Dambudzo Marechera: his poetry is anything but direct, rather elliptical. I cannot detect any of Marechera's influence in Mushekavenu's poetry. Yes, he shows no need to polish, but that could align him with many poets...Marechera's poetry, though it suggests a sense of roughness, is actually anything but, and quite carefully organised, in terms of imagery and linguistic echoes. As Marechera knew his Pound well, his presentation of the image is invariably careful, not loose like some of the poetry here.
Somewhat unfair, I think: Tinashe is at the start of an artistic career that can only ger better. Yes, Dambuzo's better organised, but although elliptical, his attack is similarly direct.
I take your point. But no, not exactly "unfair." You seem to suggest that Mushakavanhu is young and I am comparing him with an older writer, Marechera, and somehow condemning him. Mushakavanhu, I assume, is 23-24, so about the same age as as when Marechera wrote the early Liberty poems and The House of Hunger. You are forgetting that Marechera was a young protege too.
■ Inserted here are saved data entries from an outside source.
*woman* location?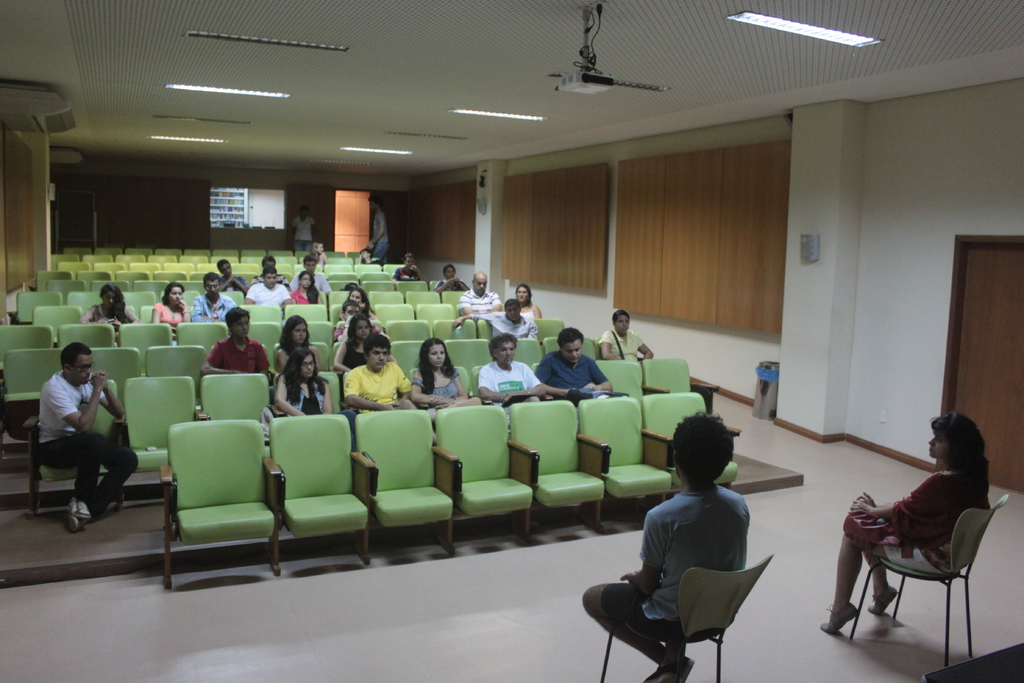
locate(514, 284, 541, 318)
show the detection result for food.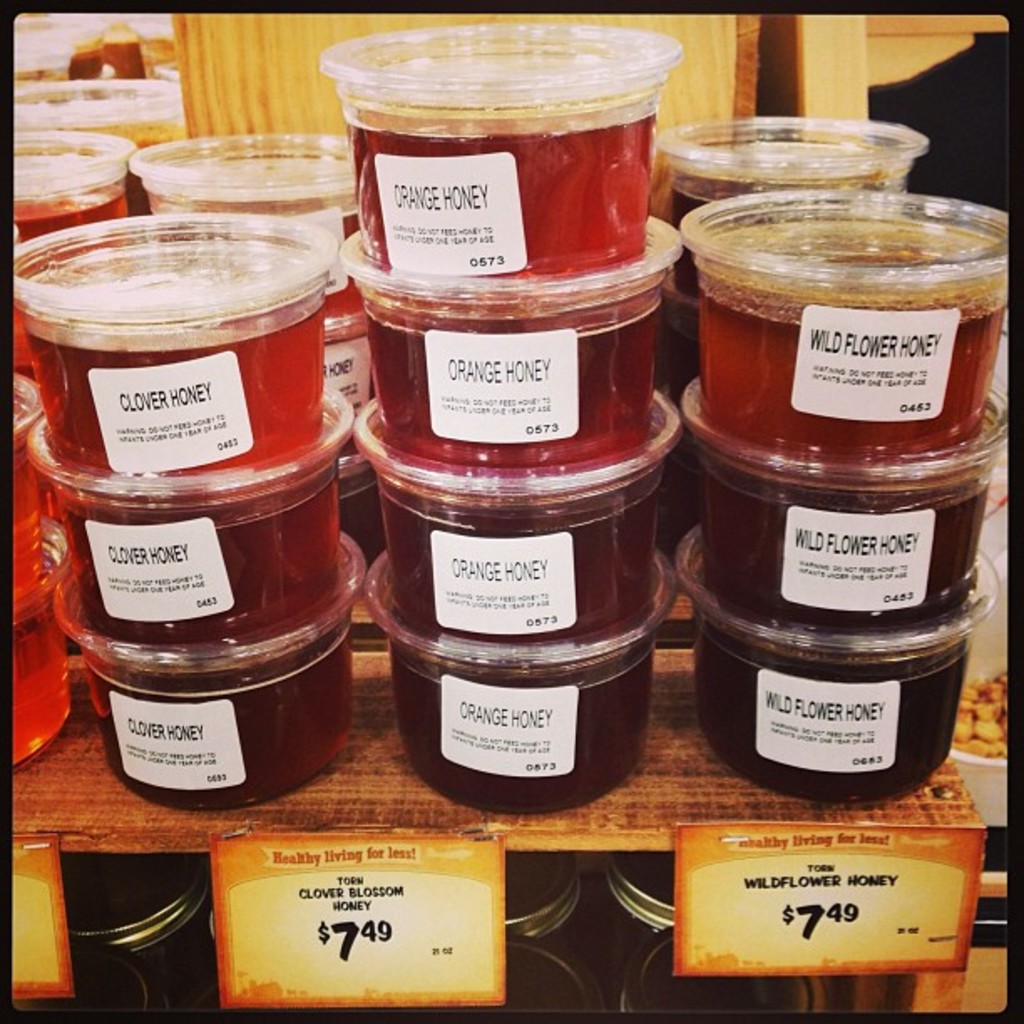
{"x1": 22, "y1": 294, "x2": 326, "y2": 462}.
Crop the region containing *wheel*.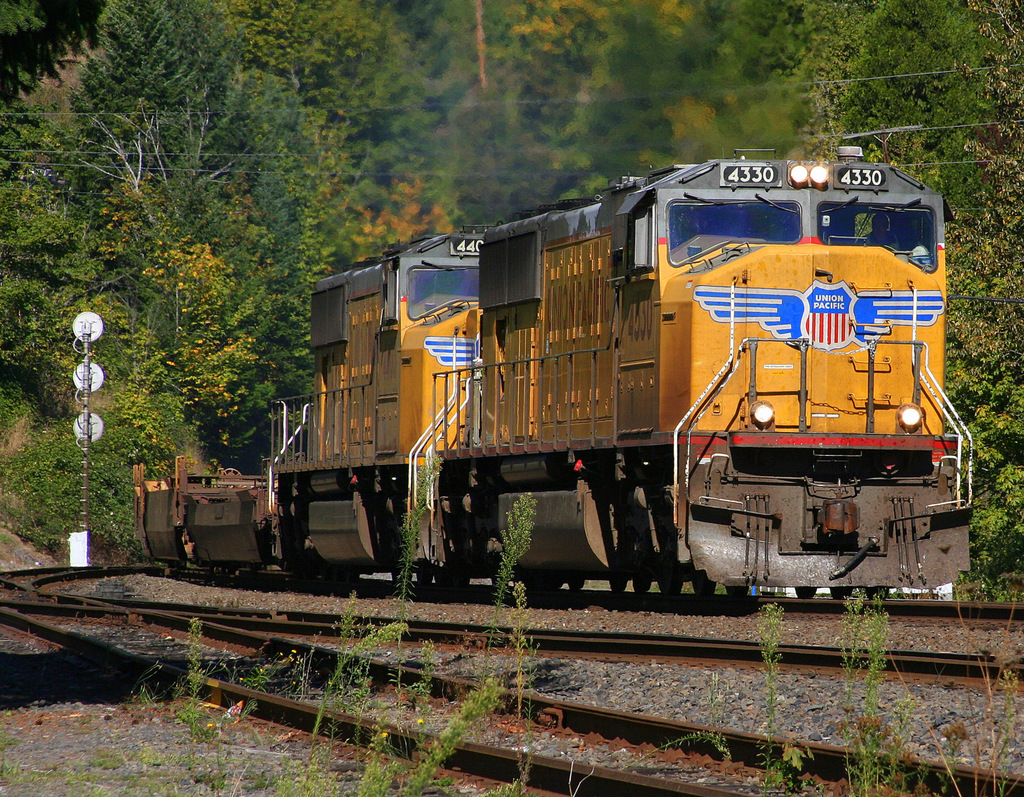
Crop region: l=632, t=569, r=657, b=593.
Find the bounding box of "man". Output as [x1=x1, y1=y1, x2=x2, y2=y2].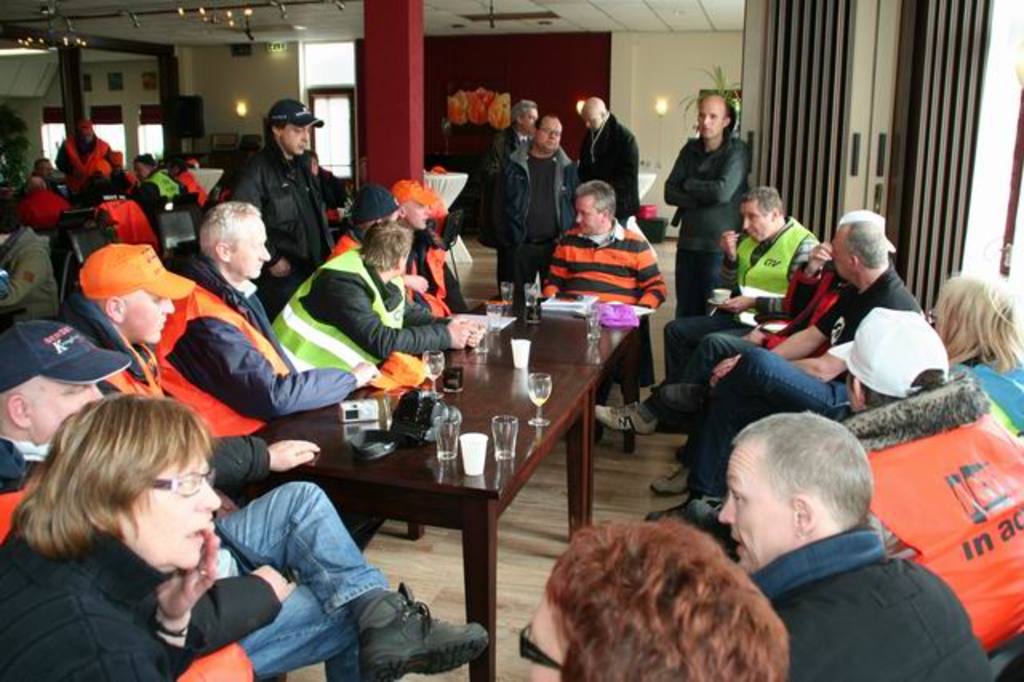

Obviously, Mushakavanhu has picked up Marechera-talk when he complains about English making him into an Uncle Tom, so knows his Marechera, but I still can't see any similarity in the work between the two writers beyond their country of origin. And there are few comparisons between these poems and say the major Thrones of Bayonets...Mushakavanhu hasn't learnt much from Marechera, which would be my main point, no real influence, then.